The French pension system: solid, but under pressure
France has one of the most generous pay-as-you-go pension systems among developed economies. Pensions are funded by contributions from the active workforce — and the average pension level in France is relatively high compared with neighbouring countries.
But the system faces growing demographic pressure. In 1960 there were about 4 active workers per retiree in France. Today the ratio has fallen below 1.7 active workers per retiree. And projections from the Conseil d'Orientation des Retraites (COR) indicate that this ratio will keep deteriorating in the coming decades.
The 2023 reform: age 64 — and then?
The pension reform enacted in April 2023 raised the legal retirement age from 62 to 64, and accelerated the increase in quarters required for a full pension. An unpopular reform, but with demographic and financial logic that is hard to dispute.
Less often said: this reform does not solve the underlying problem. It delays the system's deficit by a few years — it doesn't remove it. Projections out to 2050 remain worrying, and further reforms are likely to be needed in the coming decades.
"The question isn't whether the pay-as-you-go pension will disappear — it won't. The question is at what level it will be able to maintain your standard of living."
Replacement rate: what you'll actually receive
The replacement rate measures the ratio between your last earnings and your first pension. It's the key number to estimate your retirement living standard.
And this is where the numbers get telling. In France, according to OECD and DREES data:
| Profile | Gross replacement rate | Impact |
|---|---|---|
| Public-sector employee | ~75 – 80% | Relatively preserved |
| Private-sector employee (full career) | ~70 – 75% | Slight drop in living standard |
| Senior executive | ~55 – 65% | Significant drop |
| Self-employed / liberal profession | ~40 – 55% | Very large drop |
| Company director (dividend pay) | ~20 – 35% | Critical gap |
For a manager earning €5,000 net per month, a 60% replacement rate means a €3,000 pension — with fixed costs (rent, loans, health expenses) that don't necessarily fall in the same proportions.
The effect of time: why every year counts double
Retirement is often classed among "later problems". That's one of the costliest mistakes in wealth management. Compound interest radically reshapes outcomes depending on when you start.
Same monthly contribution, same return — but a 4× gap between starting at 30 and starting at 50. That's why "start now" isn't a cliché: it's a mathematical equation.
The 3 pillars of a solid retirement strategy
Against this backdrop, a complete retirement strategy rests on three complementary pillars, to calibrate to your situation, your age and your savings capacity:
- The individual PER — immediate tax deduction, capital invested in markets, lump sum or annuity at exit. Ideal for taxpaying workers who want to cut tax AND prepare retirement simultaneously.
- Capitalisation life insurance — maximum flexibility, lighter taxation, partial availability. Ideal complement to the PER so you don't lock all your capital until 64.
- Income real estate — recurring rental income, bank leverage, tangible wealth building. SCPIs, direct property or SCI depending on profile.
"The real question isn't 'when do I retire' but 'at what income level do I want to live in retirement' — then work backwards to know what to do today."
Self-employed: the most urgent case
Self-employed workers (craftsmen, retailers, liberal professions, managers) are the great forgotten group of the pension system. Their mandatory contributions are often lower, their entitlements more limited — and their replacement rate can fall below 50%.
For a liberal doctor, architect or director paying themselves €8,000/month, a 45% replacement rate means a €3,600 pension — more than halving their living standard. Anticipation, in this case, isn't optional: it's a necessity.
What will your retirement living standard be?
A personalised simulation to project your real retirement and define the savings strategy fitted to your situation, age and goals.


### Instructions for the task
Please read the records below and return each line holding the string "image".

### Records provided
########

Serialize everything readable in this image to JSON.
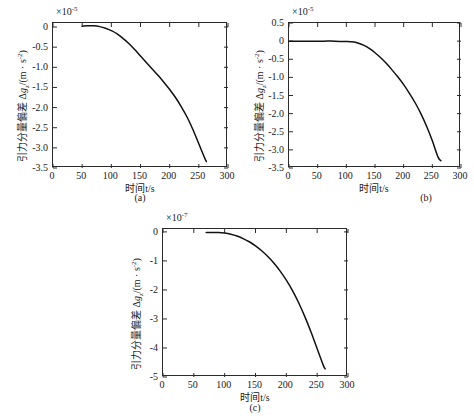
{
  "figure": {
    "background": "#ffffff",
    "curve_color": "#111111",
    "axis_color": "#2b2b2b"
  },
  "chart_data": [
    {
      "id": "a",
      "type": "line",
      "title": "",
      "caption": "(a)",
      "xlabel": "时间t/s",
      "ylabel": "引力分量偏差 Δg_z/(m · s⁻²)",
      "ylabel_prefix": "引力分量偏差 ",
      "ylabel_delta": "Δ",
      "ylabel_var": "g",
      "ylabel_sub": "z",
      "ylabel_unit": "/(m · s",
      "ylabel_unit_sup": "-2",
      "ylabel_unit_close": ")",
      "y_exponent_text": "×10",
      "y_exponent_sup": "-5",
      "xlim": [
        0,
        300
      ],
      "ylim": [
        -3.5,
        0.1
      ],
      "xticks": [
        0,
        50,
        100,
        150,
        200,
        250,
        300
      ],
      "xticklabels": [
        "0",
        "50",
        "100",
        "150",
        "200",
        "250",
        "300"
      ],
      "yticks": [
        0,
        -0.5,
        -1.0,
        -1.5,
        -2.0,
        -2.5,
        -3.0,
        -3.5
      ],
      "yticklabels": [
        "0",
        "-0.5",
        "-1.0",
        "-1.5",
        "-2.0",
        "-2.5",
        "-3.0",
        "-3.5"
      ],
      "grid": false,
      "legend": null,
      "series": [
        {
          "name": "Δgz deviation",
          "x": [
            50,
            60,
            70,
            80,
            90,
            100,
            110,
            120,
            130,
            140,
            150,
            160,
            170,
            180,
            190,
            200,
            210,
            220,
            230,
            240,
            250,
            260,
            263
          ],
          "y": [
            0.02,
            0.03,
            0.03,
            0.01,
            -0.03,
            -0.09,
            -0.17,
            -0.28,
            -0.41,
            -0.56,
            -0.72,
            -0.88,
            -1.04,
            -1.2,
            -1.37,
            -1.55,
            -1.75,
            -1.98,
            -2.24,
            -2.55,
            -2.9,
            -3.25,
            -3.34
          ]
        }
      ]
    },
    {
      "id": "b",
      "type": "line",
      "title": "",
      "caption": "(b)",
      "xlabel": "时间t/s",
      "ylabel": "引力分量偏差 Δg_z/(m · s⁻²)",
      "ylabel_prefix": "引力分量偏差 ",
      "ylabel_delta": "Δ",
      "ylabel_var": "g",
      "ylabel_sub": "z",
      "ylabel_unit": "/(m · s",
      "ylabel_unit_sup": "-2",
      "ylabel_unit_close": ")",
      "y_exponent_text": "×10",
      "y_exponent_sup": "-5",
      "xlim": [
        0,
        300
      ],
      "ylim": [
        -3.5,
        0.5
      ],
      "xticks": [
        0,
        50,
        100,
        150,
        200,
        250,
        300
      ],
      "xticklabels": [
        "0",
        "50",
        "100",
        "150",
        "200",
        "250",
        "300"
      ],
      "yticks": [
        0.5,
        0,
        -0.5,
        -1.0,
        -1.5,
        -2.0,
        -2.5,
        -3.0,
        -3.5
      ],
      "yticklabels": [
        "0.5",
        "0",
        "-0.5",
        "-1.0",
        "-1.5",
        "-2.0",
        "-2.5",
        "-3.0",
        "-3.5"
      ],
      "grid": false,
      "legend": null,
      "series": [
        {
          "name": "Δgz deviation",
          "x": [
            0,
            20,
            40,
            60,
            80,
            100,
            110,
            120,
            130,
            140,
            150,
            160,
            170,
            180,
            190,
            200,
            210,
            220,
            230,
            240,
            250,
            260,
            265
          ],
          "y": [
            0.0,
            0.0,
            0.0,
            0.0,
            0.0,
            -0.01,
            -0.02,
            -0.05,
            -0.11,
            -0.2,
            -0.32,
            -0.46,
            -0.62,
            -0.8,
            -0.99,
            -1.2,
            -1.44,
            -1.7,
            -2.0,
            -2.35,
            -2.75,
            -3.2,
            -3.3
          ]
        }
      ]
    },
    {
      "id": "c",
      "type": "line",
      "title": "",
      "caption": "(c)",
      "xlabel": "时间t/s",
      "ylabel": "引力分量偏差 Δg_z/(m · s⁻²)",
      "ylabel_prefix": "引力分量偏差 ",
      "ylabel_delta": "Δ",
      "ylabel_var": "g",
      "ylabel_sub": "z",
      "ylabel_unit": "/(m · s",
      "ylabel_unit_sup": "-2",
      "ylabel_unit_close": ")",
      "y_exponent_text": "×10",
      "y_exponent_sup": "-7",
      "xlim": [
        0,
        300
      ],
      "ylim": [
        -5,
        0.1
      ],
      "xticks": [
        0,
        50,
        100,
        150,
        200,
        250,
        300
      ],
      "xticklabels": [
        "0",
        "50",
        "100",
        "150",
        "200",
        "250",
        "300"
      ],
      "yticks": [
        0,
        -1,
        -2,
        -3,
        -4,
        -5
      ],
      "yticklabels": [
        "0",
        "-1",
        "-2",
        "-3",
        "-4",
        "-5"
      ],
      "grid": false,
      "legend": null,
      "series": [
        {
          "name": "Δgz deviation",
          "x": [
            70,
            80,
            90,
            100,
            110,
            120,
            130,
            140,
            150,
            160,
            170,
            180,
            190,
            200,
            210,
            220,
            230,
            240,
            250,
            260,
            263
          ],
          "y": [
            -0.02,
            -0.02,
            -0.02,
            -0.04,
            -0.08,
            -0.14,
            -0.23,
            -0.34,
            -0.48,
            -0.65,
            -0.85,
            -1.08,
            -1.35,
            -1.66,
            -2.02,
            -2.44,
            -2.92,
            -3.45,
            -4.03,
            -4.6,
            -4.72
          ]
        }
      ]
    }
  ]
}
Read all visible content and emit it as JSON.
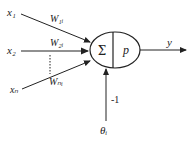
{
  "diagram": {
    "title": "",
    "type": "neuron-model",
    "inputs": [
      {
        "label": "x₁",
        "weight": "W₁ᵢ"
      },
      {
        "label": "x₂",
        "weight": "W₂ᵢ"
      },
      {
        "label": "xₙ",
        "weight": "Wₙᵢ"
      }
    ],
    "neuron": {
      "sum_symbol": "Σ",
      "activation": "p"
    },
    "output": {
      "label": "y"
    },
    "bias": {
      "value": "-1",
      "threshold": "θᵢ"
    },
    "colors": {
      "stroke": "#222222",
      "background": "#ffffff"
    }
  }
}
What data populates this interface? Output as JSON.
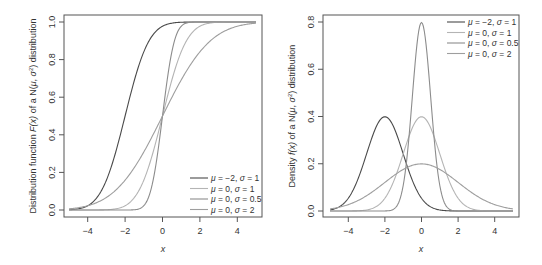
{
  "chart_data": [
    {
      "type": "line",
      "title": "",
      "xlabel": "x",
      "ylabel": "Distribution function F(x) of a N(μ, σ²) distribution",
      "xlim": [
        -5,
        5
      ],
      "ylim": [
        0,
        1
      ],
      "x_ticks": [
        "-4",
        "-2",
        "0",
        "2",
        "4"
      ],
      "y_ticks": [
        "0.0",
        "0.2",
        "0.4",
        "0.6",
        "0.8",
        "1.0"
      ],
      "grid": false,
      "legend_position": "bottom-right",
      "function": "cdf",
      "series": [
        {
          "name": "μ = −2, σ = 1",
          "mu": -2,
          "sigma": 1,
          "color": "#4a4a4a"
        },
        {
          "name": "μ = 0, σ = 1",
          "mu": 0,
          "sigma": 1,
          "color": "#b4b4b4"
        },
        {
          "name": "μ = 0, σ = 0.5",
          "mu": 0,
          "sigma": 0.5,
          "color": "#8c8c8c"
        },
        {
          "name": "μ = 0, σ = 2",
          "mu": 0,
          "sigma": 2,
          "color": "#9e9e9e"
        }
      ]
    },
    {
      "type": "line",
      "title": "",
      "xlabel": "x",
      "ylabel": "Density f(x) of a N(μ, σ²) distribution",
      "xlim": [
        -5,
        5
      ],
      "ylim": [
        0,
        0.8
      ],
      "x_ticks": [
        "-4",
        "-2",
        "0",
        "2",
        "4"
      ],
      "y_ticks": [
        "0.0",
        "0.2",
        "0.4",
        "0.6",
        "0.8"
      ],
      "grid": false,
      "legend_position": "top-right",
      "function": "pdf",
      "series": [
        {
          "name": "μ = −2, σ = 1",
          "mu": -2,
          "sigma": 1,
          "color": "#4a4a4a",
          "peak": 0.399
        },
        {
          "name": "μ = 0, σ = 1",
          "mu": 0,
          "sigma": 1,
          "color": "#b4b4b4",
          "peak": 0.399
        },
        {
          "name": "μ = 0, σ = 0.5",
          "mu": 0,
          "sigma": 0.5,
          "color": "#8c8c8c",
          "peak": 0.798
        },
        {
          "name": "μ = 0, σ = 2",
          "mu": 0,
          "sigma": 2,
          "color": "#9e9e9e",
          "peak": 0.199
        }
      ]
    }
  ],
  "plots": {
    "left": {
      "ylabel_prefix": "Distribution function ",
      "ylabel_fx": "F(x)",
      "ylabel_mid": " of a N(",
      "ylabel_mu": "μ",
      "ylabel_sep": ", ",
      "ylabel_sigma": "σ",
      "ylabel_sup": "2",
      "ylabel_suffix": ") distribution",
      "xlabel": "x"
    },
    "right": {
      "ylabel_prefix": "Density ",
      "ylabel_fx": "f(x)",
      "ylabel_mid": " of a N(",
      "ylabel_mu": "μ",
      "ylabel_sep": ", ",
      "ylabel_sigma": "σ",
      "ylabel_sup": "2",
      "ylabel_suffix": ") distribution",
      "xlabel": "x"
    }
  }
}
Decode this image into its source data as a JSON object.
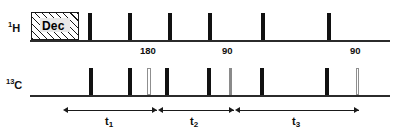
{
  "figure": {
    "type": "nmr-pulse-sequence",
    "width": 398,
    "height": 133,
    "background": "#ffffff"
  },
  "channels": [
    {
      "id": "proton",
      "label_sup": "1",
      "label_main": "H",
      "label_x": 8,
      "label_y": 21,
      "baseline": {
        "x": 30,
        "y": 40,
        "width": 360
      }
    },
    {
      "id": "carbon",
      "label_sup": "13",
      "label_main": "C",
      "label_x": 6,
      "label_y": 78,
      "baseline": {
        "x": 30,
        "y": 95,
        "width": 360
      }
    }
  ],
  "decoupling": {
    "label": "Dec",
    "x": 31,
    "y": 12,
    "width": 48,
    "height": 28,
    "text_x": 42,
    "text_y": 21
  },
  "proton_pulses": [
    {
      "x": 88,
      "y": 13,
      "width": 4,
      "height": 27,
      "style": "solid"
    },
    {
      "x": 128,
      "y": 13,
      "width": 4,
      "height": 27,
      "style": "solid"
    },
    {
      "x": 168,
      "y": 13,
      "width": 4,
      "height": 27,
      "style": "solid"
    },
    {
      "x": 208,
      "y": 13,
      "width": 4,
      "height": 27,
      "style": "solid"
    },
    {
      "x": 261,
      "y": 13,
      "width": 4,
      "height": 27,
      "style": "solid"
    },
    {
      "x": 327,
      "y": 13,
      "width": 4,
      "height": 27,
      "style": "solid"
    }
  ],
  "carbon_pulses": [
    {
      "x": 89,
      "y": 68,
      "width": 4,
      "height": 27,
      "style": "solid"
    },
    {
      "x": 128,
      "y": 68,
      "width": 4,
      "height": 27,
      "style": "solid"
    },
    {
      "x": 147,
      "y": 68,
      "width": 4,
      "height": 27,
      "style": "open"
    },
    {
      "x": 165,
      "y": 68,
      "width": 4,
      "height": 27,
      "style": "solid"
    },
    {
      "x": 207,
      "y": 68,
      "width": 4,
      "height": 27,
      "style": "solid"
    },
    {
      "x": 229,
      "y": 68,
      "width": 3,
      "height": 27,
      "style": "gray"
    },
    {
      "x": 260,
      "y": 68,
      "width": 4,
      "height": 27,
      "style": "solid"
    },
    {
      "x": 325,
      "y": 68,
      "width": 4,
      "height": 27,
      "style": "solid"
    },
    {
      "x": 356,
      "y": 68,
      "width": 3,
      "height": 27,
      "style": "open"
    }
  ],
  "flip_angles": [
    {
      "text": "180",
      "x": 140,
      "y": 46
    },
    {
      "text": "90",
      "x": 222,
      "y": 46
    },
    {
      "text": "90",
      "x": 350,
      "y": 46
    }
  ],
  "timings": [
    {
      "label": "t",
      "sub": "1",
      "line_x": 65,
      "line_y": 110,
      "line_width": 92,
      "left_cap": "arrow",
      "right_cap": "arrow",
      "label_x": 105,
      "label_y": 116
    },
    {
      "label": "t",
      "sub": "2",
      "line_x": 160,
      "line_y": 110,
      "line_width": 74,
      "left_cap": "arrow",
      "right_cap": "arrow",
      "label_x": 190,
      "label_y": 116
    },
    {
      "label": "t",
      "sub": "3",
      "line_x": 237,
      "line_y": 110,
      "line_width": 122,
      "left_cap": "arrow",
      "right_cap": "arrow",
      "label_x": 292,
      "label_y": 116
    }
  ],
  "colors": {
    "ink": "#111111",
    "gray_pulse": "#8a8a8a",
    "open_pulse_border": "#8f8f8f",
    "baseline": "#2b2b2b"
  }
}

########

### Problem solution
Serialize everything readable in this image to JSON.
Decode this image into its source data as a JSON object.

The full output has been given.